The answer to the above question is yes. I’m a Yankees fan, but even though Cora is a cheater who cost the Yankees a World Series bid in both 2017 when he skippered the Astros and again in 2018 with the Red Sox, but I’d trade Aaron Boone for Alex Cora any day of the week. What made Cora’s cheating all the more galling is that he’s a very good tactician who doesn’t need to cheat. MLB Commissioner Rob Manfred chose to suspend Cora for the 2020 season. Personally, I believe he and several others who got off scot-free (hello Jose Altuve) damaged the reputation of the game and should have been banned for five years, but that wasn’t what MLB decided.
Move the clock forward. Over the weekend the Red Sox fired Cora and six of his coaches. Cheating had nothing to do with it. Red Sox Director of Baseball Operations–a title to Red Sox use instead of General Manager–Craig Breslow made the call. At the time the Red Sox were in last place with a 10-17 record. To paraphrase an old baseball adage, no team on a long winning streak is as good as they look, nor is any as bad as they look when losing. Maybe you fire a good manager toward the end of the year, but Cora was just 27 games into a 162-game season. By my math he had 135 games to right the ship!
Exactly who was calling for Cora’s head on a platter? The Red Sox infamously went 86 years (1918-2004) without a World Series championship. Think of it. Some sources will tell you that the Red Sox have won 9 World Series championships, but that’s funny accounting. There was no American League team in Boston until 1901 and they were called the Americans when they won in 1903. They weren’t the Red Sox until 1908, and didn’t play in Fenway Park until 1912. (Note: Early Boston teams called the Bees, the Doves, Red Caps, Red Stockings, Rustlers, and Beaneaters played in the National League and eventually became the Braves.) During the “live ball” era from 1920 on, the Red Sox won zero World Series championships.
The Red Sox had considerable success in the dead ball era, but it was not until the 21st century it mastered the baseball as we know it today. If we think of a World Series title as the ultimate measure of a manager’s worthiness, there are just three Red Sox managers who can boast such success: Terry Francona (2004, 2007), John Farrell (2013), and Alex Cora (2018). Only Joe Cronin (1071 wins in 13 years) and Francona (744) won more games as a Red Sox manager than Cora’s 621 over 8 years. It hasn’t escaped notice that during his 12-year pitching career Breslow was 23-30.
What did in Alex Cora? Not another cheating scandal; it was a relative lack of success with a flawed roster and Breslow’s quick trigger as he seeks to shape the team in his own image. Thus, he handed over the reins to AAA manager Chad Tracey, the theory being that he managed many of the younger Red Sox players in the minors. To repeat a point I’ve made elsewhere, very few MLB teams (over-) hype their prospects like the Red Sox. They gave big contract extensions to several youngsters before they even made the team. Roman Anthony makes sense, but Wilyer Abreu, Brayan Bello, Kristian Campbell, Jarren Duran, Marcello Mayer, and Ceddane Rafaela? Maybe they will become good players but other than flash some good leather, none of them has yet justified a multi-million contract. Whose idea was it to throw $90 million over five years to Masataka Yoshido? Or to trade Rafael Devers, one of the few players on the roster with power? Who thinks that 5’6” Caleb Durbin is the answer at third? Not the Braves, Yankees, or Brewers who had him in their systems.
Don’t get me wrong. Payton Tolle and Connelly Early look like legitimate Sox prospects. Nor should anyone think Garrett Crochet will have a 6.30 ERA by the end of the 2026 season. Or that the Yankees will continue to win at a .643 clip over the next 134 games. The firing of Alex Cora is a portrait of administrative ineptitude, not of Alex Cora’s ability.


Problem requirements
If an entry below holds a picture, leave the picture out and print the rest exactly.

(Figure dataset records)

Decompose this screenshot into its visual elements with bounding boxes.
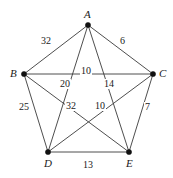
edge-weight-b-e: 32 (65, 101, 77, 111)
vertex-dot-d (45, 149, 50, 154)
graph-canvas (0, 0, 173, 178)
vertex-label-e: E (126, 158, 133, 169)
vertex-label-c: C (159, 68, 166, 79)
edge-weight-a-b: 32 (40, 36, 52, 46)
edge-weight-d-e: 13 (82, 160, 94, 170)
edge-weight-b-d: 25 (18, 102, 30, 112)
graph-diagram: 326102014257321013 ABCDE (0, 0, 173, 178)
edge-c-e (129, 74, 153, 152)
edge-weight-b-c: 10 (80, 66, 92, 76)
vertex-label-b: B (10, 68, 17, 79)
edge-weight-a-e: 14 (103, 79, 115, 89)
vertex-dot-e (126, 149, 131, 154)
edge-b-d (24, 74, 48, 152)
edge-a-b (24, 25, 88, 74)
vertex-label-a: A (84, 9, 91, 20)
vertex-dot-c (150, 71, 155, 76)
vertex-dot-b (21, 71, 26, 76)
edge-weight-a-d: 20 (59, 79, 71, 89)
edge-a-c (88, 25, 153, 74)
vertex-dot-a (85, 22, 90, 27)
edge-weight-c-d: 10 (94, 101, 106, 111)
edge-weight-a-c: 6 (119, 36, 126, 46)
vertex-label-d: D (44, 158, 52, 169)
edge-weight-c-e: 7 (144, 102, 151, 112)
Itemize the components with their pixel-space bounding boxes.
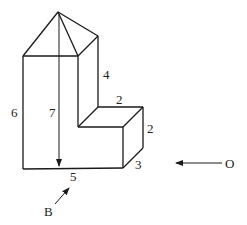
label-6: 6: [11, 105, 18, 120]
pyramid-roof: [23, 12, 98, 56]
solid-diagram: 6 7 4 2 2 3 5 B O: [0, 0, 247, 225]
label-o: O: [225, 156, 234, 171]
step-block: [23, 107, 143, 169]
label-7: 7: [49, 105, 56, 120]
label-4: 4: [103, 67, 110, 82]
label-5: 5: [70, 169, 77, 184]
view-b-arrow: [55, 188, 69, 204]
label-2-top: 2: [116, 92, 123, 107]
label-3: 3: [135, 157, 142, 172]
label-2-side: 2: [147, 121, 154, 136]
label-b: B: [44, 204, 53, 219]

Output of the exercise
Decompose this screenshot into its visual elements with bounding boxes.
edge-weight-b-e: 32 (65, 101, 77, 111)
vertex-dot-d (45, 149, 50, 154)
graph-canvas (0, 0, 173, 178)
vertex-label-e: E (126, 158, 133, 169)
vertex-label-c: C (159, 68, 166, 79)
edge-weight-a-b: 32 (40, 36, 52, 46)
edge-weight-d-e: 13 (82, 160, 94, 170)
edge-weight-b-d: 25 (18, 102, 30, 112)
graph-diagram: 326102014257321013 ABCDE (0, 0, 173, 178)
edge-c-e (129, 74, 153, 152)
edge-weight-b-c: 10 (80, 66, 92, 76)
vertex-label-b: B (10, 68, 17, 79)
edge-weight-a-e: 14 (103, 79, 115, 89)
vertex-dot-e (126, 149, 131, 154)
edge-b-d (24, 74, 48, 152)
edge-a-b (24, 25, 88, 74)
vertex-label-a: A (84, 9, 91, 20)
vertex-dot-c (150, 71, 155, 76)
vertex-dot-b (21, 71, 26, 76)
edge-weight-a-d: 20 (59, 79, 71, 89)
edge-a-c (88, 25, 153, 74)
vertex-dot-a (85, 22, 90, 27)
edge-weight-c-d: 10 (94, 101, 106, 111)
edge-weight-a-c: 6 (119, 36, 126, 46)
vertex-label-d: D (44, 158, 52, 169)
edge-weight-c-e: 7 (144, 102, 151, 112)
Itemize the components with their pixel-space bounding boxes.
label-6: 6: [11, 105, 18, 120]
pyramid-roof: [23, 12, 98, 56]
solid-diagram: 6 7 4 2 2 3 5 B O: [0, 0, 247, 225]
label-o: O: [225, 156, 234, 171]
step-block: [23, 107, 143, 169]
label-7: 7: [49, 105, 56, 120]
label-4: 4: [103, 67, 110, 82]
label-5: 5: [70, 169, 77, 184]
view-b-arrow: [55, 188, 69, 204]
label-2-top: 2: [116, 92, 123, 107]
label-3: 3: [135, 157, 142, 172]
label-2-side: 2: [147, 121, 154, 136]
label-b: B: [44, 204, 53, 219]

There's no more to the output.